Noticing the Taste of Lotus

https://www.lesswrong.com/posts/KwdcMts8P8hacqwrX/noticing-the-taste-of-lotus

Recently I started picking up French again. I remembered getting something out of Duolingo a few years ago, so I logged in. Since the last time I was there, they added an "achievements" mechanic: I noticed this by earning one. I think it was "Sharpshooter". They gave me the first of three stars for something like doing five lessons without mistakes. In the "achievements" section, it showed me that I could earn the second star by doing twenty lessons in a row flawlessly. And my brain cared. I watched myself hungering to get the achievements. These arbitrary things that someone had just stuck on there… in order to get me to want them. I noticed that I could get the second and maybe third star of "Sharpshooter" by doing earlier lessons and googling words and phrases I wasn’t quite sure about… …which really doesn’t help me learn French. Yes, we could quibble about that. Maybe perfect practice makes perfect, yada yada. But the point is: I disagree, I think my disagreement comes from knowing what I’m talking about when it comes to my learning, and someone’s arbitrary gold stars immediately overrode all that insight by grabbing my motivations directly. I don’t have a problem with gamification per se. What bugs me here is that this specific gamification didn’t fit my goals, and that fact didn’t at all affect how well the system grabbed my wanting. I just… wanted those achievements. Because they were there. If I hadn’t noticed this, and if I’m right about what I need to learn French, then I would have wasted a bunch of time pursuing a useless proxy goal.

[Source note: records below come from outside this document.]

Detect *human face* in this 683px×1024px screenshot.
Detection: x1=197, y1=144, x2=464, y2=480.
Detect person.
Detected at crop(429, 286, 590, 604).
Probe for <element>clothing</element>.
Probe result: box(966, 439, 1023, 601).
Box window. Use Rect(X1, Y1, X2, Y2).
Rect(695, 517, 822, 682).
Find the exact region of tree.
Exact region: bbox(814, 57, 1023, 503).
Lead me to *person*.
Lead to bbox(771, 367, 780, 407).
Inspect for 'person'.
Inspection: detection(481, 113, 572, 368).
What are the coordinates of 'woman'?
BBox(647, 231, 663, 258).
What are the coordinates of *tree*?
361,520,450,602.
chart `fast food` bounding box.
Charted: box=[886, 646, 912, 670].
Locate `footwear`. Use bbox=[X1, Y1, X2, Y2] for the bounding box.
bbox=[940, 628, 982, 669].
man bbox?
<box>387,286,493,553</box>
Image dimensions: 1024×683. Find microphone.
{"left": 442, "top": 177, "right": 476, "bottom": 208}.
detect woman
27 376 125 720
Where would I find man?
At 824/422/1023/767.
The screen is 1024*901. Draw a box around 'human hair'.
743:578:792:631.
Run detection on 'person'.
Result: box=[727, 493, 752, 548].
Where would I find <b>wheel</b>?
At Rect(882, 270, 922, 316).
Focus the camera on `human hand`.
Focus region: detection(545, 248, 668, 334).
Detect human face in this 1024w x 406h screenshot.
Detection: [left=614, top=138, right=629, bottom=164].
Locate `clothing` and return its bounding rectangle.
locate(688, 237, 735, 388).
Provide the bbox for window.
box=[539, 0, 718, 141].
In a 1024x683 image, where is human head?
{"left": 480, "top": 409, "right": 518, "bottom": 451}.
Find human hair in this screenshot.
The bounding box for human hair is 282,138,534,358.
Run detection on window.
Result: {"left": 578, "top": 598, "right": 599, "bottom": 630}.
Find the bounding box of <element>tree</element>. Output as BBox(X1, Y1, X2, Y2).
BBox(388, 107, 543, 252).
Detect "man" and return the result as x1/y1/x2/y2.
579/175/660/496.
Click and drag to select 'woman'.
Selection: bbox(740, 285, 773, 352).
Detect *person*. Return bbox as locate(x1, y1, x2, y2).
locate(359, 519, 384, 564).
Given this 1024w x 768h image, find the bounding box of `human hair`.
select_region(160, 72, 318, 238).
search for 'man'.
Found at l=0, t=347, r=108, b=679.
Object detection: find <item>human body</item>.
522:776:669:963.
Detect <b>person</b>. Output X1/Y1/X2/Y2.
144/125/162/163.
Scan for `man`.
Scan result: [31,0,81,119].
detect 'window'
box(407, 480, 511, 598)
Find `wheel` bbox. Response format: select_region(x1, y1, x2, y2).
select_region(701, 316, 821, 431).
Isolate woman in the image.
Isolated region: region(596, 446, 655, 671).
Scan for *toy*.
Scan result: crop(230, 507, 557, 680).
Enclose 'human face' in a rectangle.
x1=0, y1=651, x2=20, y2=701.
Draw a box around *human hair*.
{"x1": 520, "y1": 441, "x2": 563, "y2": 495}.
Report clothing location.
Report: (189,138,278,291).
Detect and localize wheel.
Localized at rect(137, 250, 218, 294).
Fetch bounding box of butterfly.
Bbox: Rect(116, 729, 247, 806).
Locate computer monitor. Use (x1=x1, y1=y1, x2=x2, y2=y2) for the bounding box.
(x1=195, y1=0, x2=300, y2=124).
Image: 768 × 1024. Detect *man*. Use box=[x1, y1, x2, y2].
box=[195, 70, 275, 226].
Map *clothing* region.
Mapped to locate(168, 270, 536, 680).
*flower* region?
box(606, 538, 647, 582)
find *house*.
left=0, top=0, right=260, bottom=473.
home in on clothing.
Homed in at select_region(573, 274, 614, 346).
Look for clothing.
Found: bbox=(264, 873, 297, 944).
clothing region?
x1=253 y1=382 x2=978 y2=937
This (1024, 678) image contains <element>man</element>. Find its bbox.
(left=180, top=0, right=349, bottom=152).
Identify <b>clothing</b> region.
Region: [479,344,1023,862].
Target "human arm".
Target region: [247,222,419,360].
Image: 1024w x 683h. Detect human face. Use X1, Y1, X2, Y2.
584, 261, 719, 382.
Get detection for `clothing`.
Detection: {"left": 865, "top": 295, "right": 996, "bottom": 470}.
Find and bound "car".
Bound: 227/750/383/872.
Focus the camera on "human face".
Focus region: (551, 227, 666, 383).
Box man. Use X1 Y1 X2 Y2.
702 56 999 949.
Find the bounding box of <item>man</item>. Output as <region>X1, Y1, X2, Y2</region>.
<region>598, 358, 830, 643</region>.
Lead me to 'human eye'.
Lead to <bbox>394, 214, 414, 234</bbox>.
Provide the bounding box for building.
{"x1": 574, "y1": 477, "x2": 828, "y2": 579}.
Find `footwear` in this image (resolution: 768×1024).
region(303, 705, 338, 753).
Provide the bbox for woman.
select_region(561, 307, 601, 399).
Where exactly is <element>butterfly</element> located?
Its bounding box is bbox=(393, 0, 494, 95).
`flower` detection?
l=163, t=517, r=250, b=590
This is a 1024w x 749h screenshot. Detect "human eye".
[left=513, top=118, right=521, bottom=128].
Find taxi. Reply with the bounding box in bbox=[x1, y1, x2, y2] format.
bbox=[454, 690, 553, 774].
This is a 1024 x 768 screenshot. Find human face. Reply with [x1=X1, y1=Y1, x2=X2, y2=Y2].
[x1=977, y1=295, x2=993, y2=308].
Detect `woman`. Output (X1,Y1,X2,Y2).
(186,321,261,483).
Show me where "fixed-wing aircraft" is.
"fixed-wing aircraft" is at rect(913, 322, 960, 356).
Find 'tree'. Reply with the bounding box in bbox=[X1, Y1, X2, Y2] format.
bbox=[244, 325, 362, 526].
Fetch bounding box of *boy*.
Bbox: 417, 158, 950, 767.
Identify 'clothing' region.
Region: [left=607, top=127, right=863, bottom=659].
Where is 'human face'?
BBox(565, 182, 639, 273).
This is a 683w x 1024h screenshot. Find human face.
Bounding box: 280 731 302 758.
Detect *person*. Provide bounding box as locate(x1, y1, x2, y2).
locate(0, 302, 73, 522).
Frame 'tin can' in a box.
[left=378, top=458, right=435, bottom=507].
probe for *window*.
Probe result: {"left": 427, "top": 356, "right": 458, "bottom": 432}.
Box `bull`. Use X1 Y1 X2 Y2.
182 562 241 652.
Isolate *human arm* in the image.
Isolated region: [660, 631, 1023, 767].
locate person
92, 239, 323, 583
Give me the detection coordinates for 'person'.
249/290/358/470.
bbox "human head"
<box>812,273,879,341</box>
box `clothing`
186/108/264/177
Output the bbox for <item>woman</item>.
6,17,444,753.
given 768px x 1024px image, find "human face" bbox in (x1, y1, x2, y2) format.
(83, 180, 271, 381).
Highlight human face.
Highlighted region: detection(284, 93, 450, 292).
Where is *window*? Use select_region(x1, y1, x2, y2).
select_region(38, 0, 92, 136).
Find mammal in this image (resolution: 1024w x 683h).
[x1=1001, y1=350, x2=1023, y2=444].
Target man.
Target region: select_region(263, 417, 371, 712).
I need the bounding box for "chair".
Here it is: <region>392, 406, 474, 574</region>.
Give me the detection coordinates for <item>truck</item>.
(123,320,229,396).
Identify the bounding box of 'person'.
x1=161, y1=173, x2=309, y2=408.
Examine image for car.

And I would have felt pleasure in achieving it. I might have even thought that was a meaningful sign that I was learning French — never mind that my goal of holding my own in conversations isn’t really helped by carefully avoiding typos. Duncan Sabien sometimes talks about "lotus-eating". He’s referring to a part of the Odyssey where they land on an island of "lotus-eaters". It turns out that once you eat some of this kind of lotus, all you want to do is eat more. You stop caring about your other goals. The lotus just grabs your wants directly. I claim you can notice when something grabs your wanting. Just… look. Just pay attention. Here are some lotuses I’ve noticed:

Comment

https://www.lesswrong.com/posts/KwdcMts8P8hacqwrX/noticing-the-taste-of-lotus?commentId=o2mnegkrc29YWoXE7

This post, and the subsequent comment by Sarah Constantin, really juxtaposed the concept of people who view themselves at war, with good and bad desires, and people who view themselves as at peace, with multiple desires which have different effects on their lives. If I could nominate the post and comment together, I would.

https://www.lesswrong.com/posts/KwdcMts8P8hacqwrX/noticing-the-taste-of-lotus?commentId=hDvQMxZvGmSngSE8Y

This post provides a useful conceptual handle for zooming on what’s actually happening when I get distracted, or procrastinate. Noticing this feeling has been a helpful step in preventing it.